Environmental regulatory agencies are charged with weighing the country’s need for limited resources beside the country’s equally important commitment to sustaining an ecosystem. So when a company that depends on cultivating those resources has to appear before those agencies, it needs legal counsel with extensive, specific experience.
PCS Phosphate turned to Brooks Pierce partner George House.
PCS Phosphate has been mining continuously in Beaufort County since 1964. With existing sites nearing exhaustion, the Company began pursuing a federal permit to expand mining operations in 2000. Without a permit, the company has stated that mining operations would terminate by 2011.
Marking the conclusion of a nine-year process, the US Army Corps of Engineers and the US Environmental Protection Agency concurred in the issuance of a permit to our client, PCS Phosphate, Inc., that would allow approximately 37 years (11,000 acres) of additional mining of the Company’s phosphate reserves in Beaufort County, NC. George House and several other Brooks Pierce attorneys worked extensively on the matter, emphasizing both the Company’s good environmental record of reclamation and mitigation for environmental impacts, and the importance of the Company to the economy of Eastern N.C.
The permit agreement saved the jobs of 2,100 local employees and contractors.
George has a long standing interest in agriculture. His family has been farming in North Carolina since 1720 (pursuant to a land grant from the Lord Proprietors). Growing up, he helped his father grow tobacco and peanuts, raise cattle, and run a fertilizer distribution business.

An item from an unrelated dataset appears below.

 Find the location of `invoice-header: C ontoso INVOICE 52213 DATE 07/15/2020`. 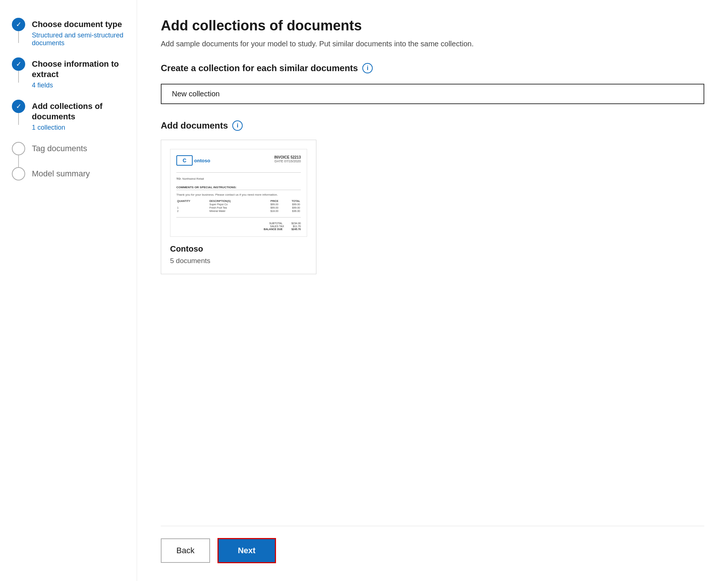

invoice-header: C ontoso INVOICE 52213 DATE 07/15/2020 is located at coordinates (239, 160).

George was first licensed in Virginia and served four years active duty as a US Army Judge Advocate. Upon leaving the service, he returned to North Carolina and began practicing environmental law. He is an amateur naturalist with a strong passion for protecting the natural heritage of our state. He has been instrumental in helping build the NC Museum of Natural Science in Raleigh, one of the top three science museums in America, and serves as Chairman of the museum’s Advisory Commission. George lives on a farm near Greensboro and tends to his own family cattle herd and vineyard.